The Senator has said of President Bush's recess appointment of Ambassador John Bolton that it was "a devious maneuver that evades the constitutional requirement of Senate consent."

However, according to the sleuths at Powerline, in 1999 things were different. Back then he urged the recess appointment of Bill Lann Lee to the top civil rights post at the Department of Justice. Republicans, who constituted a majority of the Senate, were unwilling to confirm Lee because of his advocacy of racial quotas. According to the Washington Times of November 5, 1999, Kennedy stated, "I have long urged recess appointments to break this logjam -- this irresponsible, unconstitutional Republican leadership position which fails to give people their due and fails to meet the constitutional standard." President Clinton eventually gave Lee a recess appointment.

Perhaps the Senator's brains are so pickled he can't recall what positions he held six years ago. Or perhaps he just doesn't care about either consistency or truth. There are, after all, no Geneva accords governing the rules of engagement in political combat.
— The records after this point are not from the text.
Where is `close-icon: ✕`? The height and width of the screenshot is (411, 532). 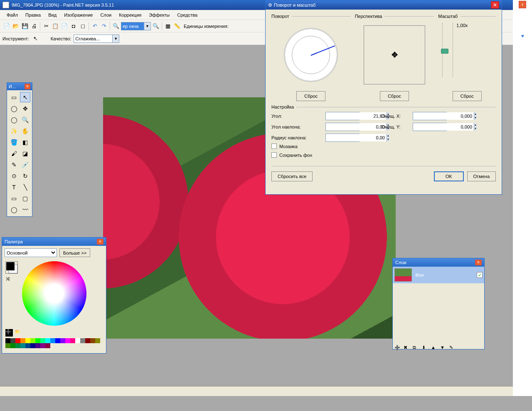 close-icon: ✕ is located at coordinates (495, 5).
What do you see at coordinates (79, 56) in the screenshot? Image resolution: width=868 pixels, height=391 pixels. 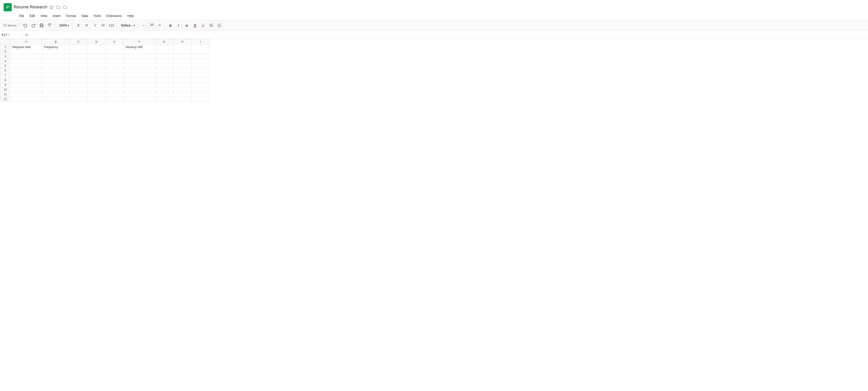 I see `cell-3-C` at bounding box center [79, 56].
Teaching Intelligent Design (Pt. I)

The inestimable Charles Krauthammer falls victim to the temptation to disregard Dirty Harry's dictum that "A man's got to know his limitations." Krauthammer, who's right about so much he comments upon in the political sphere, makes the mistake of wading into unfamiliar philosophical waters with all the confidence of one who has tested them many times before. He writes:

To teach faith as science is to undermine the very idea of science, which is the acquisition of new knowledge through hypothesis, experimentation and evidence. To teach it as science is to encourage the supercilious caricature of America as a nation in the thrall of religious authority. To teach it as science is to discredit the welcome recent advances in permitting the public expression of religion. Faith can and should be proclaimed from every mountaintop and city square. But it has no place in science class. To impose it on the teaching of evolution is not just to invite ridicule but to earn it.

Krauthammer simply embraces here the old canard that Darwinian evolution is science and Intelligent Design is religion when in fact neither proposition is correct. Both views might perhaps be best understood as important hypotheses in the philosophy of science. As such, either they're both suitable for discussion in a science class or neither are. I've argued on numerous occasions on Viewpoint that the former position is the more sensible. When science instruction ignores the philosophical implications and underpinnings of the empirical side of science it reduces to a sterile, barren collection of facts of significantly less interest to students than it would otherwise have.

To argue that the philosophy of science has no place in a science class is as silly as arguing that the history of science has no place in a science class. Yet we wouldn't dream of stripping our discussions of Newton, Boyle, Faraday, Kepler, and Darwin of their historical context. No one would suggest that we should henceforth omit all mention of dates because they're not matters subject to experimentation. It's absurd to suggest that Galileo's disagreement with the Church or the story of the Manhatten Project or an account of the work of the early alchemists is inappropriate in a science class. If it's perfectly appropriate to discuss the historical background of scientific ideas and progress then by what logic do we not extend the same acceptance to discussions of the philosophical context and ideas of science?

President Bush has recently urged that ID be discussed in school along with Darwinism. He presumably has no more expertise in this area than does Krauthammer, but he certainly has better instincts.

In another post I'd like to discuss a few ways in which I think ID could be presented by science teachers without frightening the children, or liberals, with the boogeyman of religion.